Why a Public Square Needs the Religious Voice

It is quite fashionable to argue that religious belief has no place in the public square, particularly when the public square houses city councils, school boards, and state houses debating ostensible LGBT(Q) anti-discrimination measures.

Actually, it is usually the unpopular religious belief, or the religious belief with which the public square happens to disagree at the time, that finds no chair at the table. If it serves the public mood or helps pass legislation, religious belief becomes a favored guest. Customarily, though, we are led to believe that society is done a great favor when the religious voice is excluded, when the “fact” realm is kept safe from the “value” realm, when the public square is “naked” and apparently unashamed.

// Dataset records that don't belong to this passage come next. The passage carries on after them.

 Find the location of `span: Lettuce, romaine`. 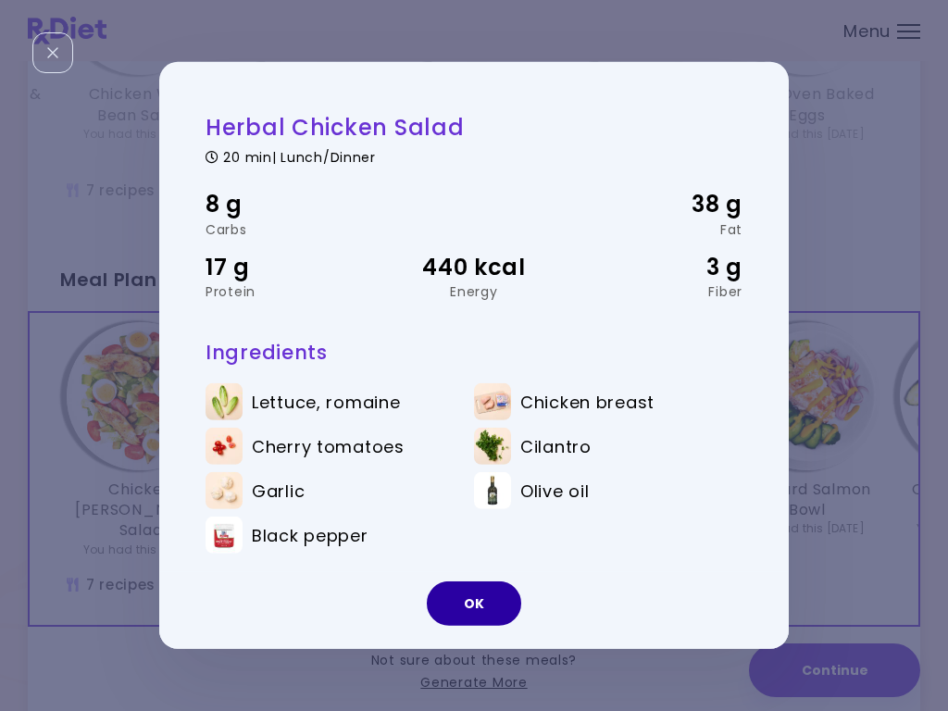

span: Lettuce, romaine is located at coordinates (326, 402).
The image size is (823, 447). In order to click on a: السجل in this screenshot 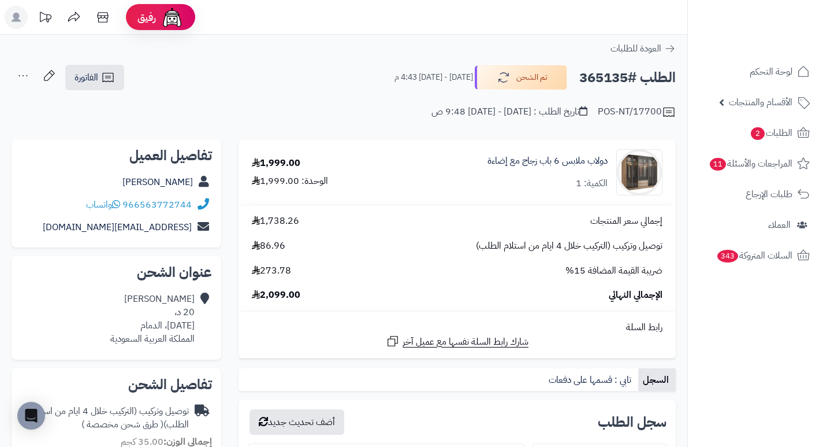, I will do `click(657, 380)`.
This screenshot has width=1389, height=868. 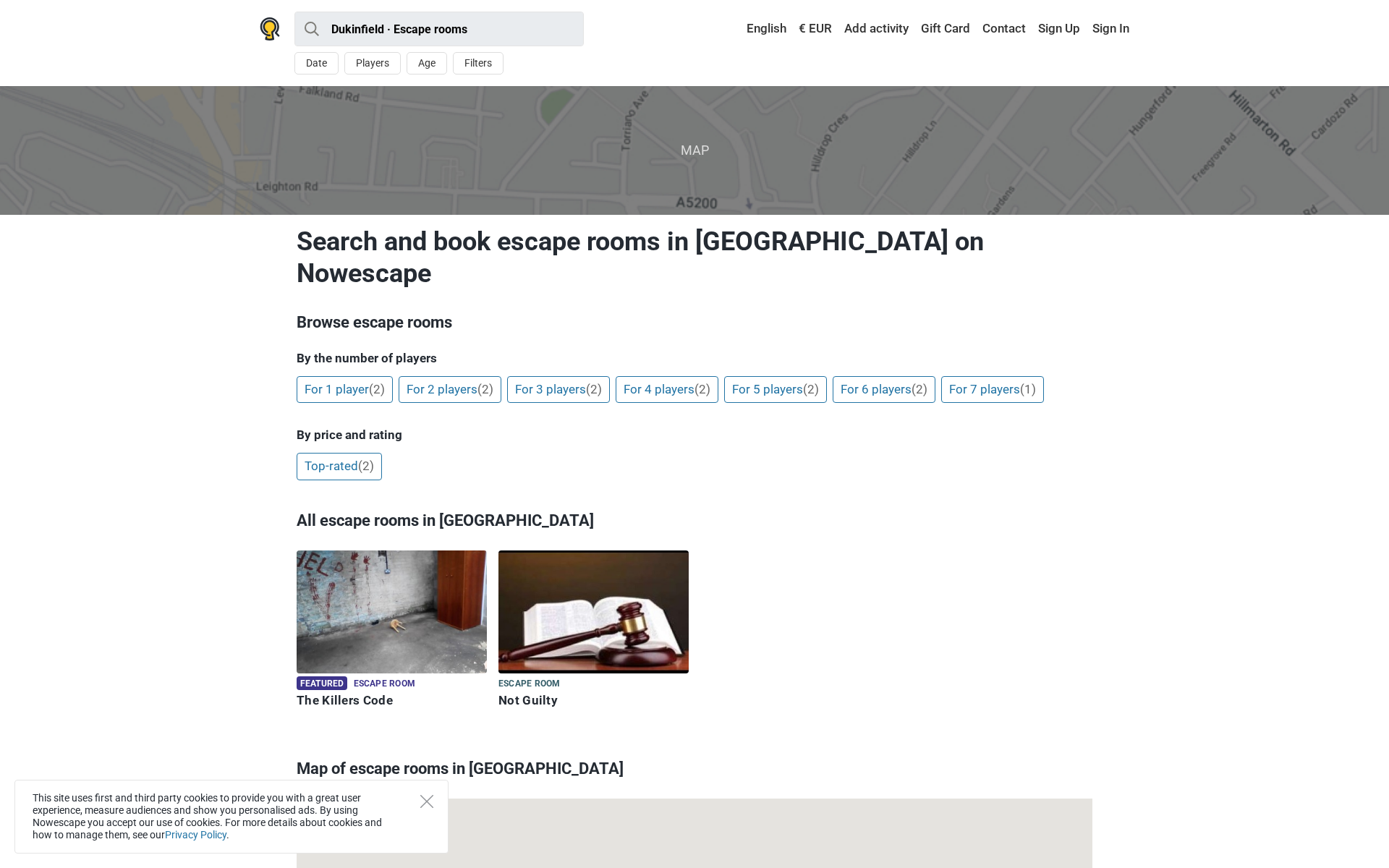 I want to click on h6: The Killers Code, so click(x=392, y=700).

But culture will always need the religious voice, popular or not, and even various perspectives within what might sound like a cacophony of religious speech. This is true for many reasons, one of which is that the fact/value dichotomy in civic life is essentially useless: everyone holds to some kind of ultimate meaning that informs our values by shaping how we interpret the facts and decide what to do about them.

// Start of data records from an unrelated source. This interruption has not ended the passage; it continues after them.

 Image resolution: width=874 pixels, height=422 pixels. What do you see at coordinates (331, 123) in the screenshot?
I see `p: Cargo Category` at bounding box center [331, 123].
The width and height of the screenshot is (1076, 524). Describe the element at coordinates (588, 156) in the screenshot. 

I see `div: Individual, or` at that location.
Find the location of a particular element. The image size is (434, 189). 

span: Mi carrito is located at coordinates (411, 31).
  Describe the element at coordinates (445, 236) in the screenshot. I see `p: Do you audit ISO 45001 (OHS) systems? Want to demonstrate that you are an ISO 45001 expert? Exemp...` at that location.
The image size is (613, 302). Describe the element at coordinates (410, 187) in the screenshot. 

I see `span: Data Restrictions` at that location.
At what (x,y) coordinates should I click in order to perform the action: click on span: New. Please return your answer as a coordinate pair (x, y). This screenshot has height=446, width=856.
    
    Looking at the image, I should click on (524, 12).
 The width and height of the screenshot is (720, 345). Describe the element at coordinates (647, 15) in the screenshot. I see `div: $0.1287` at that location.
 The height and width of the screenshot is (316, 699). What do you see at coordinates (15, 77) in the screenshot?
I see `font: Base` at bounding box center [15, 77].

Each of us believes something about the world and about people that serves as a controlling principle to inflame our passions and inform our decisions. It might be Hedonism, Anarchism, or Neo-Pagan Mystical Sexuality, for instance, and it might take some digging to detect, but each of us measures the world, our own actions, and the actions of others by our controlling principle. As we relate to and live around one another, it is in your interest to know what my controlling principle is, and in my interest to know yours. If we truly want to understand one another, this knowledge is crucial.

Whether I believe that human beings are merely the product of blind, evolutionary forces, are the special creation of the loving, personal God of the Bible, or are each a divine extension of the cosmic “she,” my belief makes an enormous difference to how I view the world and relate to you. It makes an enormous difference whether your ultimate meaning is Love, Justice, Individualism, Nihilism, or Marxism, and it even makes a difference whether “Love” as your ultimate meaning is based in the revealed religion of Christianity, is informed by Secular Humanism, or is derived from Beatles-style pop philosophy. All You Need Is Love, after all. Kumbaya.

Additionally, of the varieties of ultimate meaning, only orthodox revealed religion recognizes a source of authority outside the self. Every other controlling principle is defined by man’s view of the world: how he relates to it, to himself, and to others. Only orthodox revealed religion prefers the reliability of God over the opinion of self, even the self that considers itself “god.”

This is not to say that religious views should outweigh other views simply because they are religious. But neither should certain views outweigh all others simply because they aren’t. To elevate one source of ultimate meaning over others, to favor “public fact” over “private values” is itself a value judgment (one of morality and ultimate meaning) requiring its own justification, and is another example of how a strict fact/value, religious/non-religious dichotomy is unworkable.

We might all observe, for example, that some people break into others’ houses and steal their belongings. How we interpret those facts (why people steal, whether it’s wrong) and what we decide to do about it (mandate that homes be safe for burglars, punish the burglars) are all value judgments, whether informed by religion or public square nudism.

Ultimate meaning, therefore, serves the same public function in each non-religious person that more organized, formal, revealed religion does in the obviously religious person. The only difference is that non-religious ultimate meaning is simply presumed to be a neutral, neutered king (or queen) who is safe for public consumption.

Culture can deem God unfit for public view, but let’s not pretend that excluding the identifiable religious voice from the public square has silenced the voice of ultimate meaning, has left us subject only to those controlling principles which are benevolent, or has kept “public fact” safe from “private value.”

Culture still needs to hear the religious view, even in the public square. And yes, even at the school board.